Step 4: Test and iterate

Once our extension is living in Chrome, this is where testing becomes important. I actually ran into a pretty major issue the first time I tried to run this extension.

I highlighted a script I had written in a Google Doc, clicked the icon to trigger the extension, and the extension told me that nothing was selected.

Apparently Google Docs renders its text in a way that hides your selection from the normal “what’s highlighted on this page” trick extensions rely on. So I did exactly what you’d do. I described the symptom and handed the problem back to Claude:

“Yeah it doesn’t seem to be able to capture Google Docs selections at all. Can you do some online research and see if there’s a special workaround or other permissions we need?”

Claude researched it, confirmed the limitation, and shipped a clean fallback: a “Use clipboard text” button. On a stubborn page like Google Docs, you copy the text first (⌘C), click the extension, and it reads from your clipboard instead of the selection. The empty state even prompts you to do exactly that. Just like that, our first hiccup was solved, just by describing what was broken.

As I was testing, I also realized it was cumbersome to keep mousing up to the icon and clicking on it, so I asked Claude to add a shortcut and now ⌘+Shift+0 (or Ctrl+Shift+0 on Windows) pops it open from anywhere.

That whole arc (build, hit a real wall, describe the wall, and get a fix) is the loop doing its job. Testing and iterating is how the loop is supposed to work.
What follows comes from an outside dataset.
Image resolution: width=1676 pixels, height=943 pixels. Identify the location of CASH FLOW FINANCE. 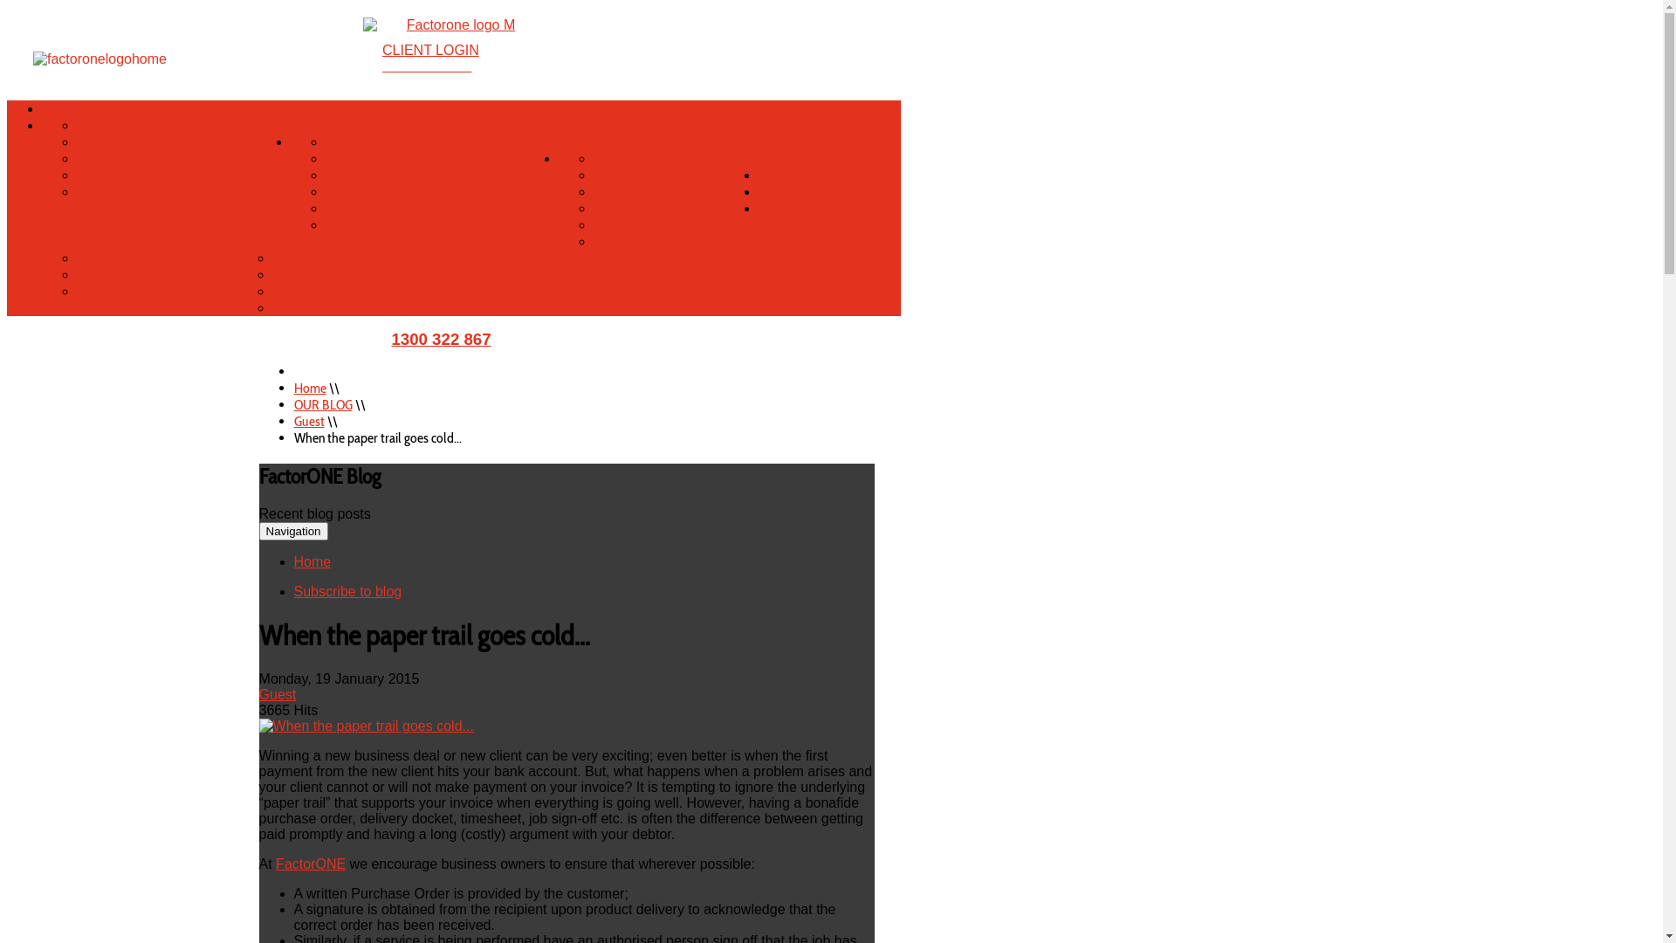
(384, 175).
Claude won’t always nail it on the first try, and you shouldn’t expect it to. But if you’re testing the output and providing feedback, you’ll be surprised how quickly you can get a newly-built piece of software up and running.
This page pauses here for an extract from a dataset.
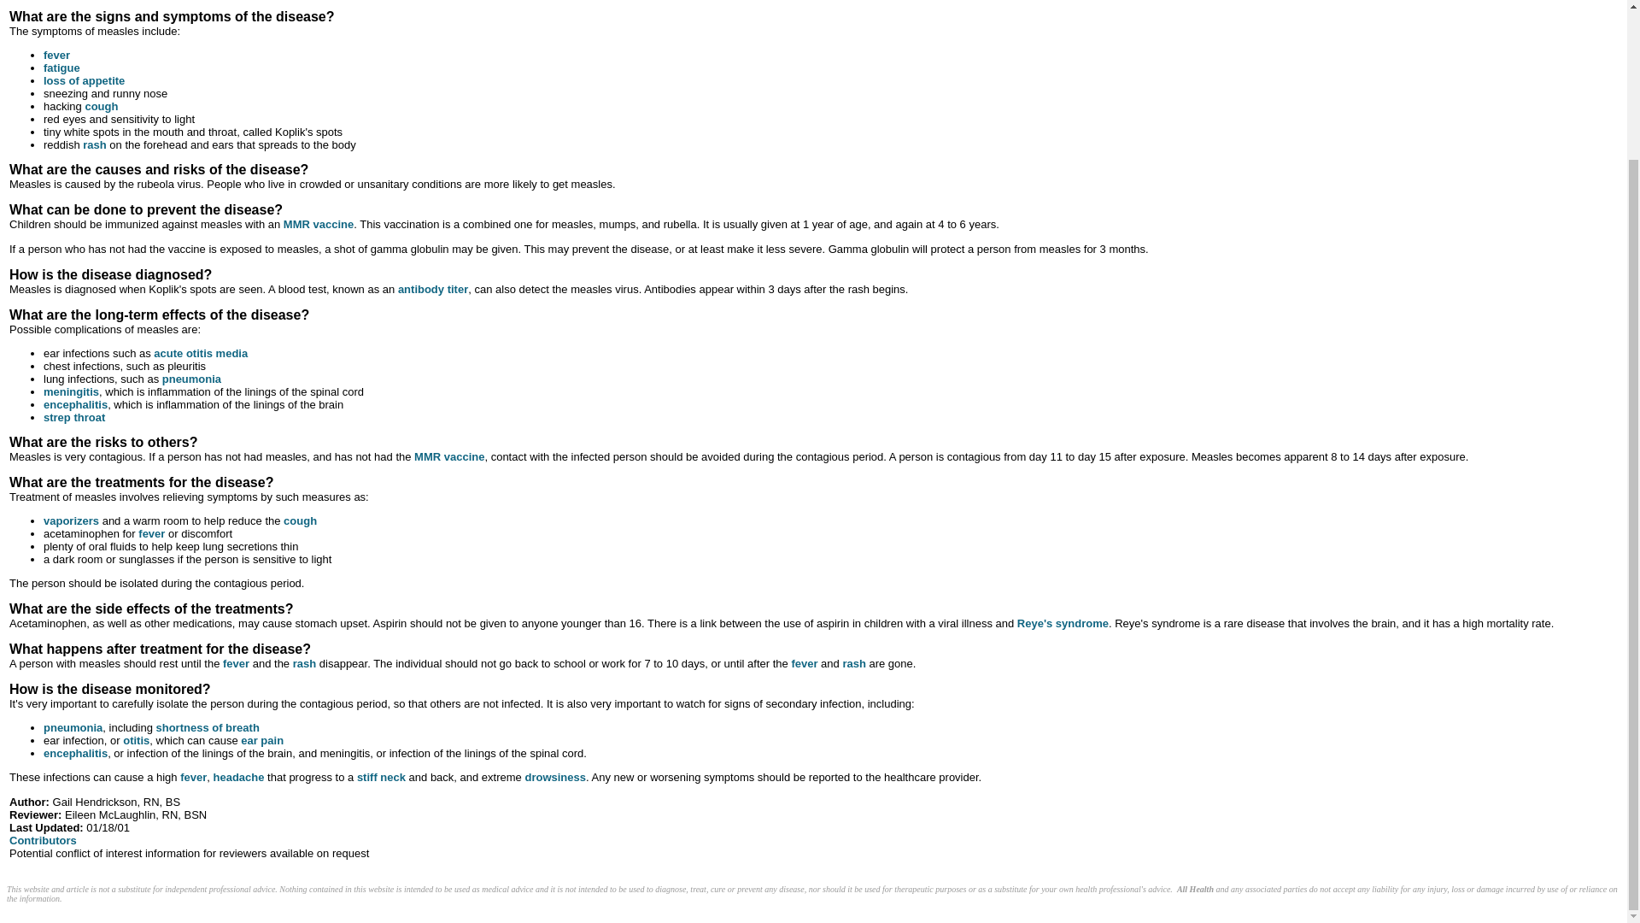 The height and width of the screenshot is (923, 1640). What do you see at coordinates (854, 663) in the screenshot?
I see `Rash` at bounding box center [854, 663].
The result: a tool I use every week, built in about 15 minutes afternoon and living in my browser, that cost exactly nothing to “deploy.”

The Script Timer popup showing an estimated read-aloud time of 1:28 for a 184-word selection at 150 WPM, with a Calibrate option in the footer

What you can build next (same four steps)

Now that you have the loop, you can use these exact same four steps with whatever problem you’re trying to solve. Here’s a few ideas:

  • One-click structured-data export. Pull a competitor’s pricing table, a SERP, or any list off a page into clean CSV or JSON.
  • One-click save-to-Obsidian (or Notion). Grab the current page as clean markdown and drop it straight into your notes or vault, a swipe file that fills itself.
  • A reading-level checker. Run it on any draft sitting in your browser and get a grade level back.
  • A “strip tracking params” share button. Clean the utm_ clutter off a URL before you paste it anywhere.
  • Highlight-and-define for your brand’s terms. Select a word and get your team’s canonical definition.

Where this stops

Like we talked about before, this works best for personal software. If you start to send this around to your team, updates get more complicated or you get to the point where you’re dealing with privacy policies, the Chrome Web Store and so much more.

Secondly, you’re not going to one-shot even something simple, this process still relies on a bit of testing and iteration. But, to me at least, that’s sort of the fun part of building software.

The actual point

Building one small tool changes how you see what’s possible. You stop being someone who uses software and start being someone who can bend it to your own workflow. That shift is worth more than any single extension, and a Chrome extension is the cheapest place to buy it.

If you want to clone the finished script timer and test it out for yourself, it’s on GitHub. Load it unpacked and you’ve got the whole thing running in a couple of minutes. (And you can even have Claude help you pull it down and install it for you!)

And if this is your first time really building with Claude Code rather than just chatting with it, here are a couple of next steps. The tricks I wish I’d known sooner will save you some early friction, and if you’re fuzzy on how skills fit into all this, start with what skills are and how they work. Once you’ve built one tool, the next ones get easier every time.